A striking modern façade inserted in Melbourne’s most intact historic streetscape provided a new image for the Grand Hyatt which responds to the scale and texture of the surroundings.
The Grand Hyatt Hotel was originally developed in the mid 1980s when uncertainty in architectural style resulted in buildings dressed in conservative post-modern façades. The Hotel consists of a 23 storey tower over podiums that front Collins and Russell Streets. The podium fronting Collins Street contained shops, a food court and a restaurant and conference rooms above, all arranged around a vast atrium. This project redeveloped this podium and provided high quality retail space with new office space above.
Several elements contributed to the quality of the existing fabric of Collins Street including a legible parapet height, a variable rhythm of columns, cornices and windows and richly detailed shopfronts and entrances. The new façade responded directly to these elements with a two storey shopfront of columns, projecting windows and canopies creating fine grain and detail addressing the street, with a two storey gridded screen of perforated metal and glass panels above giving a civic scale and texture to the elevation. A gold coloured floating parapet crowns the composition while referencing the colour of the inserted gold canopies below.
Three new floors of office space were added above the existing podium, set back from the street façade to maintain the historic scale of the streetscape. The leaning, facetted face of the office floors further distances these floors from the street in visual terms.
Internally the atrium was reduced and the retailing reconfigured creating a new laneway style route through the building to the hotel lobby and Russell Street. Acknowledging its prime retail location on Collins Street, many of the new units are directly entered from the street, reversing the previous internalised layout.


## What the task asks
Please look for the string "target" below and report every line in which it occurs.

(Records excerpted from a collection)
# # # # #

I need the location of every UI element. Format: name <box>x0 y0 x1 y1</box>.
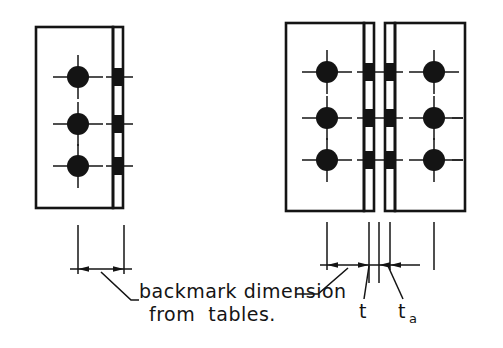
engineering-drawing-canvas: backmark dimension from tables. t t a <box>0 0 503 348</box>
bolt-symbol <box>316 61 338 83</box>
dim-arrow-head <box>358 262 369 268</box>
left-bolt-row-3 <box>53 144 133 188</box>
right-double-angle-detail <box>286 23 465 211</box>
right-bolt-row-2 <box>302 96 463 140</box>
backmark-note-line-2: from tables. <box>149 305 276 324</box>
leader-line <box>101 272 139 300</box>
left-single-angle-detail <box>36 27 133 208</box>
dim-arrow-head <box>327 262 338 268</box>
ta-leader-line <box>388 266 403 299</box>
right-bolt-row-3 <box>302 138 463 182</box>
dim-arrow-head <box>113 266 124 272</box>
angle-thickness-subscript: a <box>409 311 417 326</box>
bolt-symbol <box>316 107 338 129</box>
dim-arrow-head <box>78 266 89 272</box>
left-backmark-dimension <box>70 225 139 300</box>
bolt-symbol <box>423 149 445 171</box>
bolt-symbol <box>423 107 445 129</box>
bolt-symbol <box>423 61 445 83</box>
bolt-symbol <box>67 155 89 177</box>
angle-thickness-label-ta: t <box>398 302 406 321</box>
dim-arrow-head <box>390 262 401 268</box>
right-bolt-row-1 <box>302 50 459 94</box>
bolt-symbol <box>67 66 89 88</box>
bolt-symbol <box>316 149 338 171</box>
left-bolt-row-2 <box>53 102 133 146</box>
bolt-symbol <box>67 113 89 135</box>
thickness-label-t: t <box>359 302 367 321</box>
left-bolt-row-1 <box>53 55 133 99</box>
backmark-note-line-1: backmark dimension <box>139 282 347 301</box>
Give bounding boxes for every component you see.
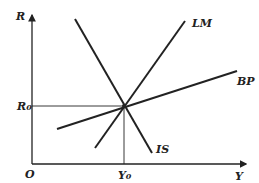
equilibrium-point [122, 104, 126, 108]
bp-curve [57, 71, 237, 129]
y0-label: Y0 [118, 169, 132, 182]
lm-curve [95, 21, 185, 148]
x-axis-label: Y [235, 170, 244, 183]
bp-label: BP [236, 75, 255, 88]
origin-label: O [25, 168, 35, 181]
lm-label: LM [191, 17, 213, 30]
is-lm-bp-diagram: R Y O LM BP IS R0 Y0 [0, 0, 259, 183]
y-axis-label: R [15, 10, 25, 23]
r0-label: R0 [16, 100, 32, 113]
is-label: IS [155, 143, 169, 156]
is-curve [75, 19, 152, 153]
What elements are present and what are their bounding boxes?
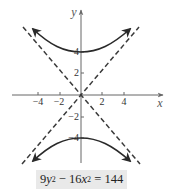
hyperbola-plot: −4 −2 2 4 x 4 2 −2 −4 y: [0, 0, 172, 191]
x-axis-label: x: [156, 96, 163, 110]
y-tick-label: 2: [74, 67, 79, 78]
x-tick-label: 4: [122, 96, 127, 107]
caption-op: =: [91, 172, 104, 187]
x-tick-label: 2: [100, 96, 105, 107]
x-tick-label: −2: [54, 96, 65, 107]
y-axis-label: y: [70, 5, 77, 19]
caption-op: −: [56, 172, 69, 187]
caption-coef: 16: [69, 172, 82, 187]
x-tick-label: −4: [33, 96, 44, 107]
equation-caption: 9y2 − 16x2 = 144: [36, 170, 127, 189]
caption-rhs: 144: [104, 172, 123, 187]
y-tick-label: −2: [68, 111, 79, 122]
x-axis: −4 −2 2 4 x: [12, 92, 163, 110]
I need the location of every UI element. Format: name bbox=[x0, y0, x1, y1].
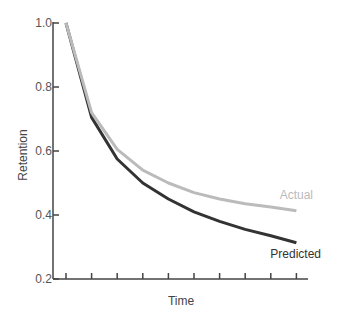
series-lines bbox=[66, 23, 296, 243]
series-label-predicted: Predicted bbox=[270, 247, 321, 261]
y-axis-ticks: 1.00.80.60.40.2 bbox=[35, 16, 59, 286]
series-line-actual bbox=[66, 23, 296, 211]
x-axis-ticks bbox=[66, 273, 296, 279]
y-tick-label: 0.8 bbox=[35, 80, 52, 94]
series-line-predicted bbox=[66, 23, 296, 243]
y-tick-label: 0.4 bbox=[35, 208, 52, 222]
retention-line-chart: 1.00.80.60.40.2 Retention Time Actual Pr… bbox=[0, 0, 339, 317]
y-tick-label: 0.2 bbox=[35, 272, 52, 286]
y-tick-label: 0.6 bbox=[35, 144, 52, 158]
y-axis-title: Retention bbox=[16, 129, 30, 180]
x-axis-title: Time bbox=[168, 294, 195, 308]
y-tick-label: 1.0 bbox=[35, 16, 52, 30]
series-label-actual: Actual bbox=[280, 188, 313, 202]
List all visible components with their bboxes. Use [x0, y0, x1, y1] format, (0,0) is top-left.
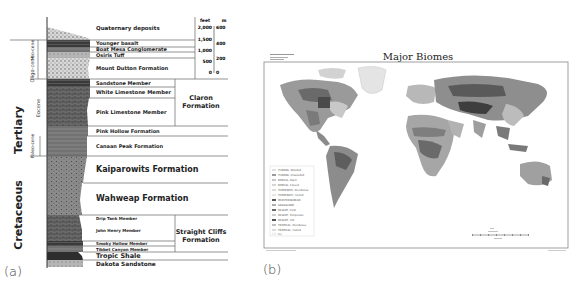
- scale-m-tick: 0: [216, 70, 219, 75]
- group-claron-line2: Formation: [182, 102, 220, 110]
- epoch-label-oligocene: Oligo-cene: [29, 56, 36, 83]
- map-legend: TUNDRA, Wooded TUNDRA, Unwooded BOREAL, …: [270, 166, 314, 236]
- biome-map-panel: Major Biomes: [258, 40, 578, 255]
- thickness-scale: feet m 2,000 1,500 1,000 500 0 600 400 2…: [198, 18, 227, 75]
- map-logo-icon: [270, 54, 294, 60]
- legend-item: TROPICAL, Deciduous: [278, 224, 307, 227]
- legend-item: GRASSLAND: [278, 204, 294, 207]
- map-title: Major Biomes: [383, 51, 453, 62]
- era-label-cretaceous: Cretaceous: [12, 180, 25, 250]
- scale-m-tick: 600: [216, 25, 225, 30]
- unit-white-limestone: White Limestone Member: [96, 89, 171, 95]
- scale-m-tick: 400: [216, 41, 225, 46]
- biome-map: Major Biomes: [258, 40, 578, 255]
- unit-canaan-peak: Canaan Peak Formation: [96, 143, 163, 149]
- unit-pink-hollow: Pink Hollow Formation: [96, 128, 160, 134]
- legend-item: BOREAL, Closed: [278, 184, 299, 187]
- scale-feet-tick: 2,000: [198, 25, 212, 30]
- unit-mount-dutton: Mount Dutton Formation: [96, 65, 169, 71]
- group-straight-cliffs-line1: Straight Cliffs: [176, 228, 227, 236]
- legend-item: TROPICAL, Humid: [278, 229, 301, 232]
- unit-wahweap: Wahweap Formation: [96, 194, 189, 203]
- unit-dakota-sandstone: Dakota Sandstone: [96, 261, 156, 267]
- era-label-tertiary: Tertiary: [12, 106, 25, 154]
- legend-item: TUNDRA, Unwooded: [278, 174, 305, 177]
- group-claron-line1: Claron: [189, 94, 213, 102]
- legend-item: TEMPERATE, Deciduous: [278, 189, 309, 192]
- unit-john-henry: John Henry Member: [95, 228, 141, 233]
- legend-item: DESERT, Temperate: [278, 214, 304, 217]
- unit-smoky-hollow: Smoky Hollow Member: [96, 241, 148, 246]
- scale-feet-tick: 500: [203, 59, 212, 64]
- unit-pink-limestone: Pink Limestone Member: [96, 109, 167, 115]
- scale-feet-tick: 0: [209, 70, 212, 75]
- scale-feet-label: feet: [200, 18, 211, 23]
- unit-osiris-tuff: Osiris Tuff: [96, 52, 125, 58]
- geologic-column-panel: Tertiary Cretaceous Mio-cene Oligo-cene …: [0, 0, 250, 285]
- scale-m-tick: 200: [216, 56, 225, 61]
- epoch-label-paleocene: Paleo-cene: [30, 133, 35, 158]
- legend-item: BOREAL, Open: [278, 179, 297, 182]
- panel-label-a: (a): [4, 264, 22, 279]
- lithology-column: [47, 27, 90, 267]
- panel-label-b: (b): [263, 262, 281, 277]
- geologic-column-diagram: Tertiary Cretaceous Mio-cene Oligo-cene …: [0, 0, 250, 285]
- unit-drip-tank: Drip Tank Member: [96, 216, 137, 221]
- unit-kaiparowits: Kaiparowits Formation: [96, 165, 199, 174]
- legend-item: DESERT, Cold: [278, 209, 296, 212]
- epoch-label-eocene: Eocene: [35, 99, 41, 117]
- unit-sandstone-member: Sandstone Member: [96, 80, 151, 86]
- scale-feet-tick: 1,500: [198, 37, 212, 42]
- legend-item: TUNDRA, Wooded: [278, 169, 301, 172]
- scale-feet-tick: 1,000: [198, 48, 212, 53]
- legend-item: Ice: [278, 233, 282, 236]
- unit-tropic-shale: Tropic Shale: [96, 252, 141, 260]
- scale-m-label: m: [222, 18, 227, 23]
- legend-item: DESERT, Hot: [278, 219, 294, 222]
- unit-quaternary: Quaternary deposits: [96, 25, 160, 32]
- group-straight-cliffs-line2: Formation: [182, 236, 220, 244]
- legend-item: TEMPERATE, Humid: [278, 194, 304, 197]
- legend-item: MEDITERRANEAN: [278, 199, 300, 202]
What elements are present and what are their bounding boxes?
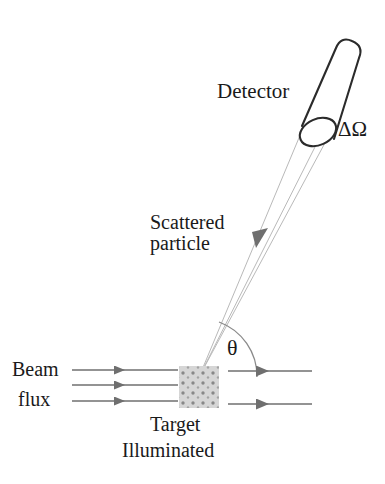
solid-angle-label: ΔΩ [338, 118, 367, 140]
scattering-diagram: Detector ΔΩ Scattered particle θ Beam fl… [0, 0, 385, 484]
theta-label: θ [227, 336, 238, 359]
beam-label: Beam [12, 359, 59, 380]
beam-flux-arrows-in [72, 370, 178, 401]
flux-label: flux [18, 389, 50, 410]
illuminated-label: Illuminated [122, 440, 214, 461]
beam-flux-arrows-out [228, 371, 312, 404]
scattered-particle-label-line1: Scattered [150, 212, 224, 233]
detector-label: Detector [217, 80, 289, 102]
target-label: Target [150, 414, 200, 435]
scattered-particle-label: Scattered particle [150, 212, 224, 254]
scattered-particle-label-line2: particle [150, 233, 224, 254]
target-square [179, 366, 219, 408]
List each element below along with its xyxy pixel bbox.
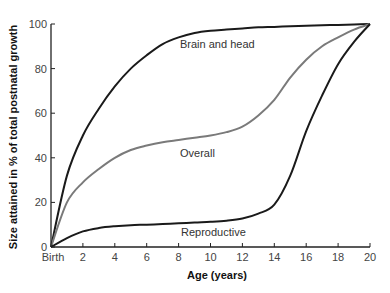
x-axis-title: Age (years) [187, 269, 247, 281]
x-tick-label: 12 [236, 251, 248, 263]
growth-chart: 020406080100 Birth2468101214161820 Size … [0, 0, 390, 293]
x-tick-label: 14 [268, 251, 280, 263]
y-tick-label: 80 [35, 63, 47, 75]
x-tick-label: 18 [332, 251, 344, 263]
x-tick-label: 8 [176, 251, 182, 263]
y-tick-label: 40 [35, 152, 47, 164]
y-axis-title: Size attained in % of total postnatal gr… [7, 25, 19, 250]
brain-and-head-label: Brain and head [180, 38, 255, 50]
x-tick-label: Birth [42, 251, 65, 263]
y-tick-label: 60 [35, 107, 47, 119]
y-tick-label: 100 [29, 18, 47, 30]
x-tick-label: 4 [112, 251, 118, 263]
x-tick-label: 6 [144, 251, 150, 263]
x-tick-label: 2 [80, 251, 86, 263]
x-tick-label: 20 [364, 251, 376, 263]
reproductive-label: Reproductive [181, 226, 246, 238]
overall-label: Overall [180, 147, 215, 159]
y-tick-label: 20 [35, 196, 47, 208]
x-tick-label: 10 [204, 251, 216, 263]
x-tick-label: 16 [300, 251, 312, 263]
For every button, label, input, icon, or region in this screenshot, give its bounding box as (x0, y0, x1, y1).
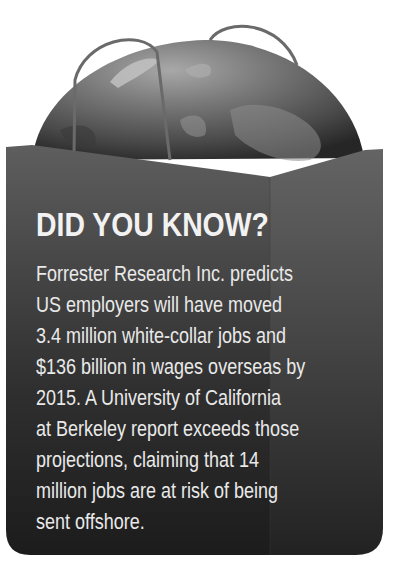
callout-headline: DID YOU KNOW? (36, 203, 269, 247)
callout-body-line: 3.4 million white-collar jobs and (36, 320, 356, 351)
callout-body-line: 2015. A University of California (36, 382, 356, 413)
callout-body-line: $136 billion in wages overseas by (36, 351, 356, 382)
callout-body-line: sent offshore. (36, 506, 356, 537)
callout-body-line: Forrester Research Inc. predicts (36, 258, 356, 289)
callout-body-line: at Berkeley report exceeds those (36, 413, 356, 444)
callout-body-line: million jobs are at risk of being (36, 475, 356, 506)
did-you-know-callout: DID YOU KNOW? Forrester Research Inc. pr… (0, 0, 401, 570)
callout-body-line: projections, claiming that 14 (36, 444, 356, 475)
globe-icon (32, 40, 364, 161)
callout-body-line: US employers will have moved (36, 289, 356, 320)
callout-body: Forrester Research Inc. predicts US empl… (36, 258, 356, 537)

# # # # #

## Written reply
target-label: Target [150, 414, 200, 435]
target-square [179, 366, 219, 408]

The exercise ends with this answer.